A little more detail: unresponsive but not blacked out Once, I've caught Ubuntu being completely unresponsive but not blacked-out. You can see the desktop but not interact with anything (can't drag any windows, can't activate any menus or buttons). So the blackness may not be a symptom; perhaps the screen is somehow succeeding at sleeping after a while.

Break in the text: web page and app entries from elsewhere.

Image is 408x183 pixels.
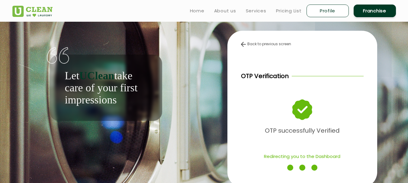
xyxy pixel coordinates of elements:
[307,5,349,17] a: Profile
[190,7,205,15] a: Home
[214,7,236,15] a: About us
[241,72,289,81] p: OTP Verification
[276,7,302,15] a: Pricing List
[241,151,364,162] p: Redirecting you to the Dashboard
[241,41,364,47] div: Back to previous screen
[12,6,53,17] img: UClean Laundry and Dry Cleaning
[65,70,147,106] p: Let take care of your first impressions
[354,5,396,17] a: Franchise
[246,7,266,15] a: Services
[265,127,340,135] b: OTP successfully Verified
[79,70,114,82] b: UClean
[47,47,69,64] img: quote-img
[292,100,312,120] img: success
[241,42,246,47] img: back-arrow.svg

Cause appears to be multiple processors I've been experimenting. When my VM is configured to use multiple processors (tested using 2 and 4 processors), the VM becomes unresponsive within 8 hours (usually much less). When my VM is configured to use a single processor, the VM works fine for at least 5 days (the longest test period so far). (This is a quad core Mac Pro with two 2.66 GHz Dual-Core Intel Xeons. I'm also running a Windows XP VM using two cores without problem.) So if anyone else has this problem, change your configuration to use a single core until Parallels responds. For anyone at Parallels, this isnow problem report ID 385966 since I managed to "report a problem" to send as much of the relevant data as possible. I submitted that after the VM black-screened while using 2 processors.